**WORK TO BE COMPLETED**
Your answer should hold only the lines from the start of the data below through the line with "Task: Click on the line-number: 71", copied exactly, with pictures left out.

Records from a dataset
⁂
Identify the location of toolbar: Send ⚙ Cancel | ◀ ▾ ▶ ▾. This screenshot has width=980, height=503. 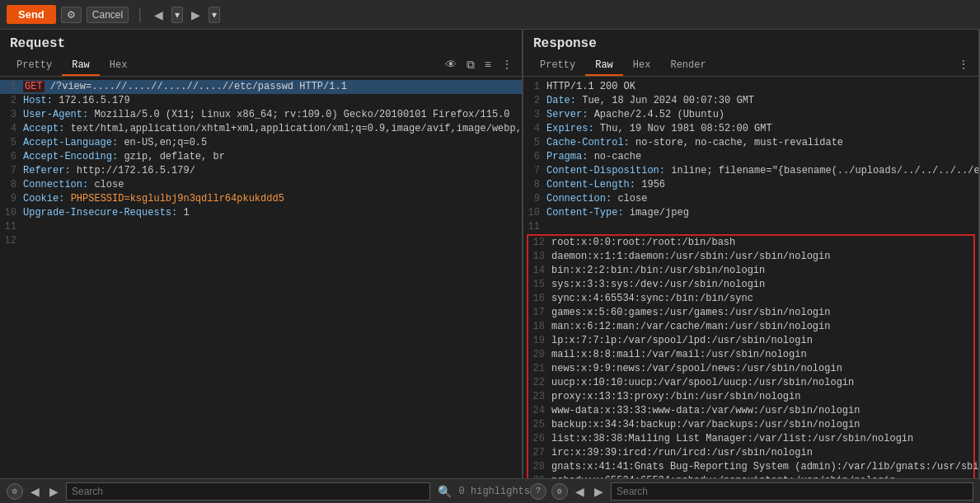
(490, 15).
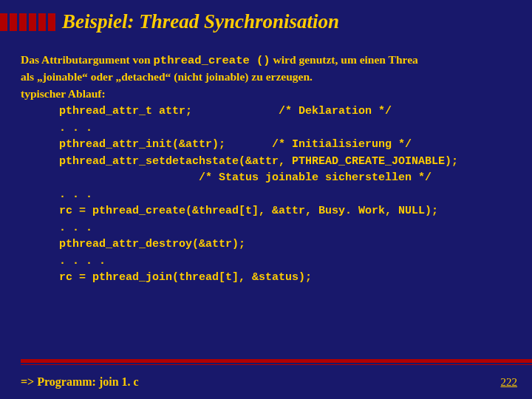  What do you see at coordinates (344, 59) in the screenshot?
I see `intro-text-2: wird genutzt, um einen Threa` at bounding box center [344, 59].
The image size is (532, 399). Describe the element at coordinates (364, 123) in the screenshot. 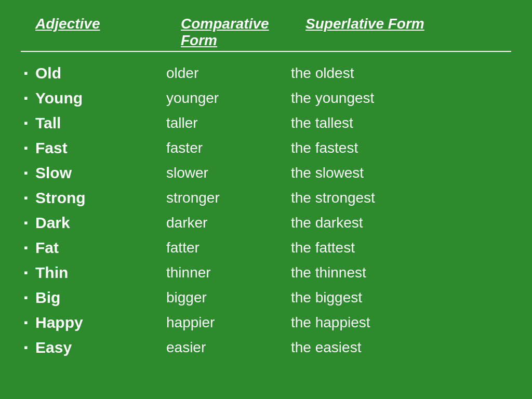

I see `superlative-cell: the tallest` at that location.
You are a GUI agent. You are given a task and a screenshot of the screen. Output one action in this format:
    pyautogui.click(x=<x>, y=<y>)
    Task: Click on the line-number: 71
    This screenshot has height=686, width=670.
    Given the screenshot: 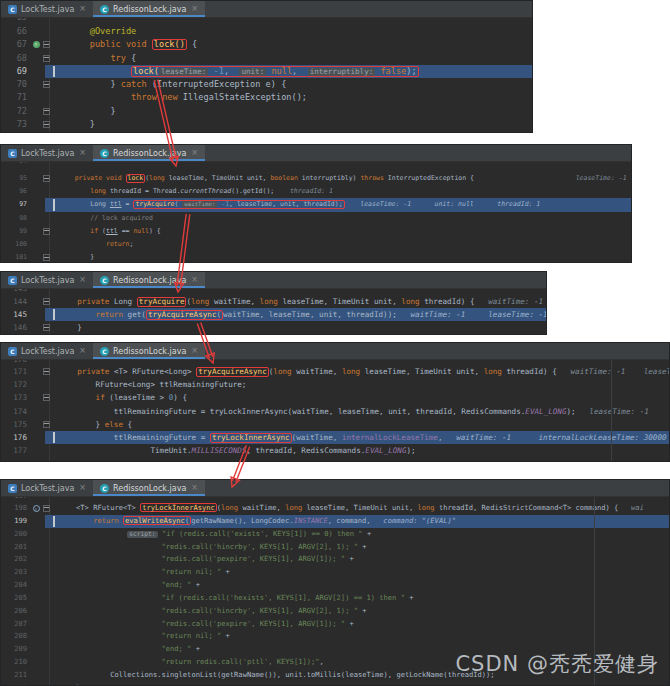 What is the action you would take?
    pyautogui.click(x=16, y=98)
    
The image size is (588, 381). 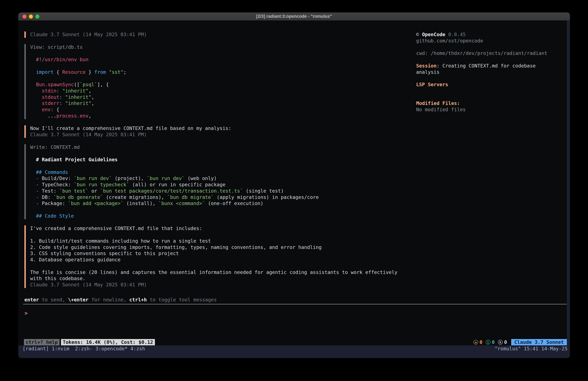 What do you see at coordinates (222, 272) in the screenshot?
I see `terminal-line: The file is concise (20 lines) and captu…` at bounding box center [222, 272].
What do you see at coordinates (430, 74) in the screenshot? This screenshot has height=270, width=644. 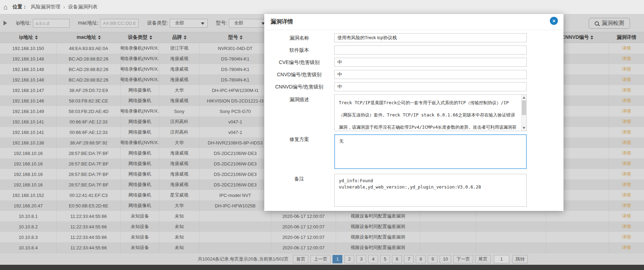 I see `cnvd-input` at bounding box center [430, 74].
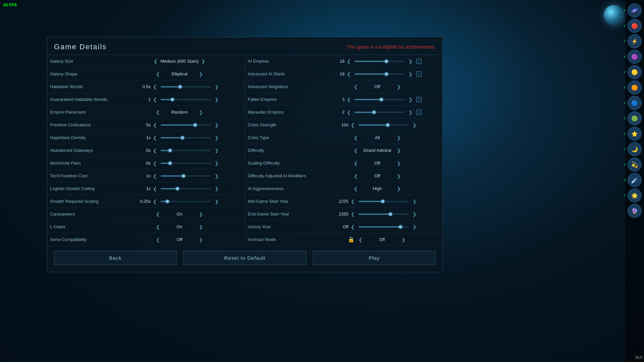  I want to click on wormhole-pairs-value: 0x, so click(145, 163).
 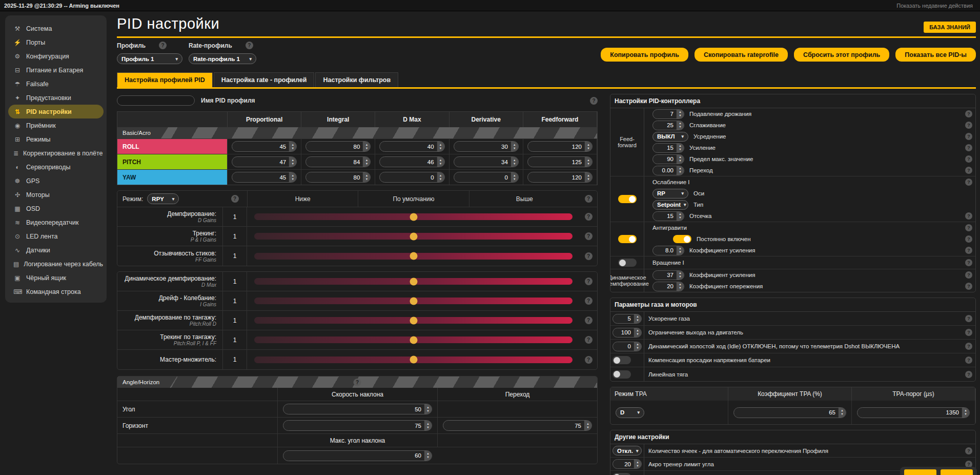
⁂
**RESPONSE AREA**
Identify the location of toolbar: Send ⚙ Cancel | ◀ ▾ ▶ ▾. This screenshot has width=980, height=503. 
(490, 15).
  What do you see at coordinates (344, 59) in the screenshot?
I see `intro-text-2: wird genutzt, um einen Threa` at bounding box center [344, 59].
The image size is (532, 399). Describe the element at coordinates (364, 123) in the screenshot. 

I see `superlative-cell: the tallest` at that location.
You are a GUI agent. You are given a task and a screenshot of the screen. Output one action in this format:
    pyautogui.click(x=<x>, y=<y>)
    Task: Click on the line-number: 71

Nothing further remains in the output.